Saturday, April 21, 2012

Doctors: disabled unborn babies will either be cut to pieces or torn apart with aspirator

by Matthew Cullinan Hoffman

April 20, 2012 (LifeSiteNews.com) - In the wake of a decision by the nation’s Supreme Federal Tribunal determining that babies suffering from the birth defect known as anencephaly aren’t “legally” alive, and therefore can be freely aborted, Brazilian doctors are explaining to the media how such babies will in fact be killed under the new legal regime.

In a recent interview with Brazil’s most popular news magazine, Veja, the Vice-President of the Federal Council on Medicine, Dr. Carlos Vital, explained that doctors will have two choices: either “curettage” or “aspiration.”

Abortions of ancephalic babies will be performed in the second or third trimester.

A curettage abortion uses a loop-shaped knife to cut the child to pieces, and then scrape his body and placenta from the uterine wall. An aspiration abortion uses powerful suction to tear the child apart, and likewise separate him from his mother.

According to doctors, if these methods are inadequate in later term abortions, Dilation and Evacuation (D&E) would be required, involving a clamp that is used to tear apart the baby’s larger body.  Dr. Vital told Veja that abortions on anencephalic children could be performed up to the ninth month of pregnancy.

Dr. Vital added that such abortions will require a committee of doctors to determine the proper “criteria for diagnosis” of anencephaly, a condition whose exact definition is not agreed upon by physicians.

Anencephalic babies fail to develop the top parts of their heads, including the skull and upper brain. Most die in the womb or shortly after birth, although some have lived for days, months, and even years with the condition.

Although medical professionals often claim that such children are unaware of their surroundings and unable to suffer, parents of anencephalic babies report that their children show signs of awareness and seem to react in very specific ways to their environment.  Some doctors theorize that the brain stem of such infants is able to adapt to the needs of rudimentary awareness, a phenomenon known as “neuroplasticity.”

In the United States, an estimated 95 percent of anencephalic babies are killed inside their mother’s womb.

In a public statement on the Supreme Federal Tribual’s decision, Brazilian pro-life activist Fr. Luis Lodi da Cruz called the verdict “monstrous” and noted that, according to the Tribunal minister who oversaw the case, the abortion of an anencephalic child “is a procedure similar to removing a cadaver.”

“Paradoxically, [Minister] Marco Aurélio admits that the anencephalic dies in a short period of time. Tell me, how can he die if he’s already dead?” asked Lodi da Cruz.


ASSIGNMENT:
Locate and copy each line in the data that contains the word "than".

MATERIAL PROVIDED:
════

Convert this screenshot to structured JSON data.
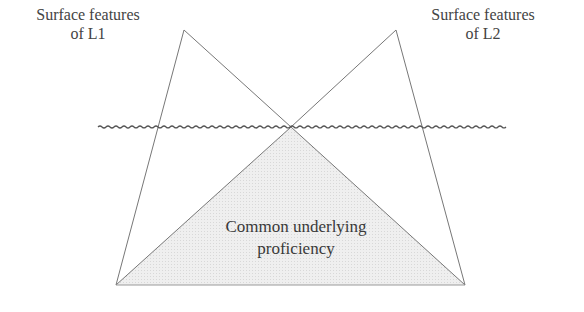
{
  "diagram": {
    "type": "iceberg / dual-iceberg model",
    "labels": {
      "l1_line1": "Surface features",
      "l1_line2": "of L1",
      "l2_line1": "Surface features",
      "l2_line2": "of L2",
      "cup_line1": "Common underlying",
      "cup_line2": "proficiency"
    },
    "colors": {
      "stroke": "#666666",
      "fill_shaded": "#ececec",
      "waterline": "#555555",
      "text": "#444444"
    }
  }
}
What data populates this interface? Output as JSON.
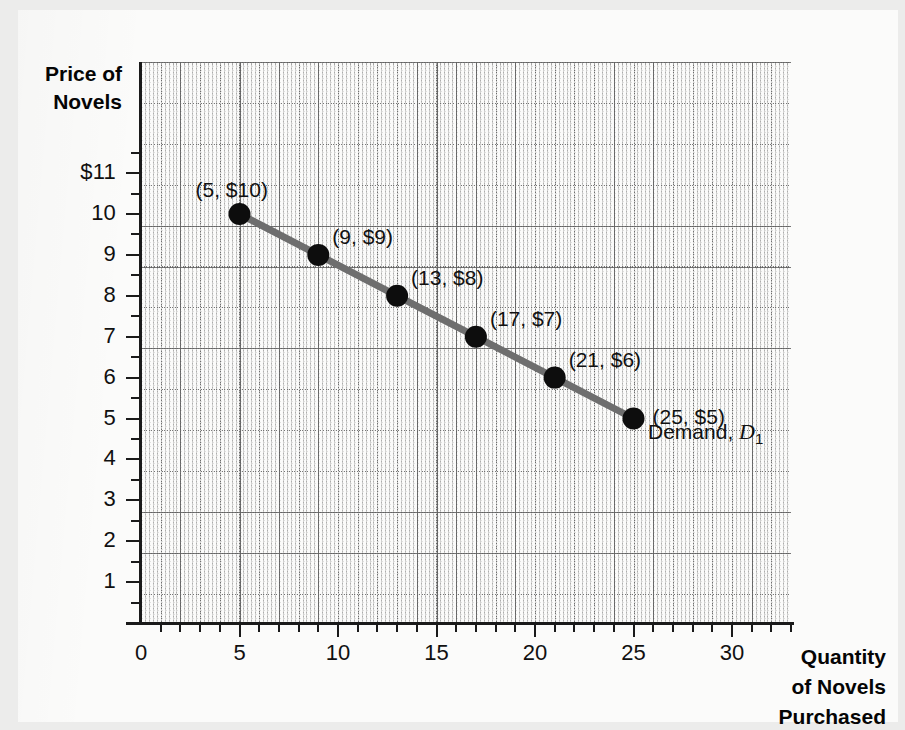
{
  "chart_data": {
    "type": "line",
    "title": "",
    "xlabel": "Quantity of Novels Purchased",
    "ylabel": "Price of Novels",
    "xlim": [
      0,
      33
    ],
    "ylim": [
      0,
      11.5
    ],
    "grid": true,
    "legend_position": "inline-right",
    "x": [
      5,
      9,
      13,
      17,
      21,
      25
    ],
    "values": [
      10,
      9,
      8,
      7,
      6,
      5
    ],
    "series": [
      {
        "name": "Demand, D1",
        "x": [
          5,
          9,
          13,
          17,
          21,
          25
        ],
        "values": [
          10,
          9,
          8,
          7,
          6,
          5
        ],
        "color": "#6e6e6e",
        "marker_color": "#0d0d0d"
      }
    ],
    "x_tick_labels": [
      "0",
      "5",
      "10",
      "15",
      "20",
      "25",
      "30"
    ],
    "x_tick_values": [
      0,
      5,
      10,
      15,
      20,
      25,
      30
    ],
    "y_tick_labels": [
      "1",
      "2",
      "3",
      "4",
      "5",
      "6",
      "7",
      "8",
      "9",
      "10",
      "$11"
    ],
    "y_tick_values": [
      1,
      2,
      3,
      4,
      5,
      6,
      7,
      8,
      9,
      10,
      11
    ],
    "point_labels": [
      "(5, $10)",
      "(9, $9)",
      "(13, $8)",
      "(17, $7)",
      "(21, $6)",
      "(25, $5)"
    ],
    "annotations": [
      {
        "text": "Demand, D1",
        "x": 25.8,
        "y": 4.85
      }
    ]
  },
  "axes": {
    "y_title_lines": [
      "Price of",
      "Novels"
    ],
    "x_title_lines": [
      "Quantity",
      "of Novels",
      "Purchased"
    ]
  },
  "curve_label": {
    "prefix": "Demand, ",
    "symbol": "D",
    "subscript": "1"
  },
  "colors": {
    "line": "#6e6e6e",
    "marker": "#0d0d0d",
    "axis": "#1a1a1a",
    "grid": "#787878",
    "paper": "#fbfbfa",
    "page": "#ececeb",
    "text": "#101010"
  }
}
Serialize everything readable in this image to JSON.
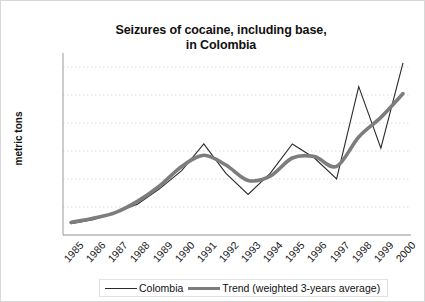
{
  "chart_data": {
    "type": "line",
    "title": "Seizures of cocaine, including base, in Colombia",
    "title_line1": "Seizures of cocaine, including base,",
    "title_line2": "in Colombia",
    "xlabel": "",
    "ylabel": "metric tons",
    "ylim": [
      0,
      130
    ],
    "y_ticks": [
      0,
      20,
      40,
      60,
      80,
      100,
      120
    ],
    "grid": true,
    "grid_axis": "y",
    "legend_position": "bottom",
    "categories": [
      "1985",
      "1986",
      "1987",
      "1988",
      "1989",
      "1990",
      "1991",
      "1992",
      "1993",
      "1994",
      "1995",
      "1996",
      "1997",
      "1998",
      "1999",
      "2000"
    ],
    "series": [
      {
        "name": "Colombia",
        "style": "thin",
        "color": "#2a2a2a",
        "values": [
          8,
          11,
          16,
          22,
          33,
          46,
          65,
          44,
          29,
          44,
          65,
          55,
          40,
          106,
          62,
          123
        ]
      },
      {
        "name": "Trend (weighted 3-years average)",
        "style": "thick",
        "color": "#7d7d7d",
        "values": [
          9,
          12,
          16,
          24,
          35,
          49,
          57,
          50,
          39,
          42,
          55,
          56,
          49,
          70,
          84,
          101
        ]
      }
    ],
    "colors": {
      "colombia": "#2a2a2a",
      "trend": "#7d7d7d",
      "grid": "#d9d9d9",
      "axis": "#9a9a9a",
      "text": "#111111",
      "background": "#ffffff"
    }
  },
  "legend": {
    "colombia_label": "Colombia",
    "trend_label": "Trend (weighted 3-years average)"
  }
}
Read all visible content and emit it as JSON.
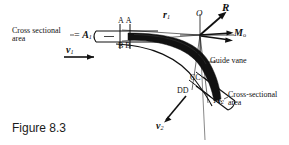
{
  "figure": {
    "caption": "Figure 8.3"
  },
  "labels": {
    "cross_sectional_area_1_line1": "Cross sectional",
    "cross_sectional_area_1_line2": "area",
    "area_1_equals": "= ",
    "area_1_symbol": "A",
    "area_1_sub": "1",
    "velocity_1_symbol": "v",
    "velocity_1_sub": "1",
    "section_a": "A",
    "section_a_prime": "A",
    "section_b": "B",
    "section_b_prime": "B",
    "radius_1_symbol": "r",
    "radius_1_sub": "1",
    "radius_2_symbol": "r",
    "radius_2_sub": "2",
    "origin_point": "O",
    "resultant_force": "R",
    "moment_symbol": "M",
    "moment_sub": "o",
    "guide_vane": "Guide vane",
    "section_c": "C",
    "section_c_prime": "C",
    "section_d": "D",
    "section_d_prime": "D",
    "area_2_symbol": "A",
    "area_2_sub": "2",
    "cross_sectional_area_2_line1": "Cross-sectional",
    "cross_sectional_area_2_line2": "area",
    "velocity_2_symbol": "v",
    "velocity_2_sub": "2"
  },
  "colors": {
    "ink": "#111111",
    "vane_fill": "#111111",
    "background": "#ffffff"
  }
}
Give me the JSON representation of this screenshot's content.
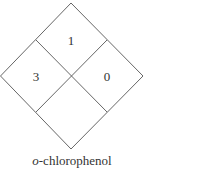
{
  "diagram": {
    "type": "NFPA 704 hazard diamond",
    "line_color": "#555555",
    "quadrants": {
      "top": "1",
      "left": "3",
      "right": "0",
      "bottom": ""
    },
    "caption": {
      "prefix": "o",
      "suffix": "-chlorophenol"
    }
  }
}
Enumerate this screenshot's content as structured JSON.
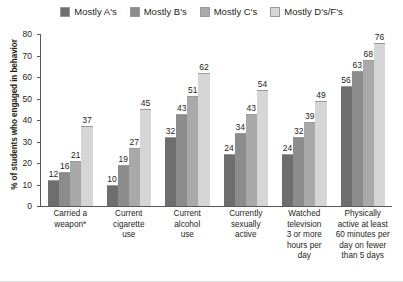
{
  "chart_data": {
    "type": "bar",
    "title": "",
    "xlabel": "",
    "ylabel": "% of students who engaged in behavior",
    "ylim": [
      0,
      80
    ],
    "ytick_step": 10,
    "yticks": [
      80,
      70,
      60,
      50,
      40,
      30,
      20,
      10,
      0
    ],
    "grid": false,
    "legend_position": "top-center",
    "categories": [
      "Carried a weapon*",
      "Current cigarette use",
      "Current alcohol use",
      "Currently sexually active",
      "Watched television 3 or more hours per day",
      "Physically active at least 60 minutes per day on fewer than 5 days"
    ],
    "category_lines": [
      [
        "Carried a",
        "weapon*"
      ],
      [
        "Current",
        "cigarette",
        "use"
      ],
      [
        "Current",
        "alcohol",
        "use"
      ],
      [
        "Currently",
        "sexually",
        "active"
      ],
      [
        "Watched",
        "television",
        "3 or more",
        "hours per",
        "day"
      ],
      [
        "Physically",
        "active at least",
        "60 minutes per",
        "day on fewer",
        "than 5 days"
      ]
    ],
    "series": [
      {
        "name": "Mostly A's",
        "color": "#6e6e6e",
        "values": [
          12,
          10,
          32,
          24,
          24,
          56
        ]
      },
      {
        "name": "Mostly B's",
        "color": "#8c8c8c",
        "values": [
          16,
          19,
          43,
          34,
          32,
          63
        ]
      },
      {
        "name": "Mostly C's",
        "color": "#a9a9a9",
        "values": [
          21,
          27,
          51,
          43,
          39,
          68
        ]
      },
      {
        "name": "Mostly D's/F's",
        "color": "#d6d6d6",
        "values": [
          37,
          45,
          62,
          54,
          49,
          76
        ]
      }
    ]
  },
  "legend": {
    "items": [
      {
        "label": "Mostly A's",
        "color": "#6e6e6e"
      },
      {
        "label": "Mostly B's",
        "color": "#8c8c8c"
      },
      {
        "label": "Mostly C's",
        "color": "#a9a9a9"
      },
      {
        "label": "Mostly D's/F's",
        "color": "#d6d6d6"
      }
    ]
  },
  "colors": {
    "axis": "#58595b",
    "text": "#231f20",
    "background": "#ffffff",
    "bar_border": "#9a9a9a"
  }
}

════

RESULT OF THE EXERCISE:
      "Physically active at least 60 minutes per day on fewer than 5 days"
        "than 5 days"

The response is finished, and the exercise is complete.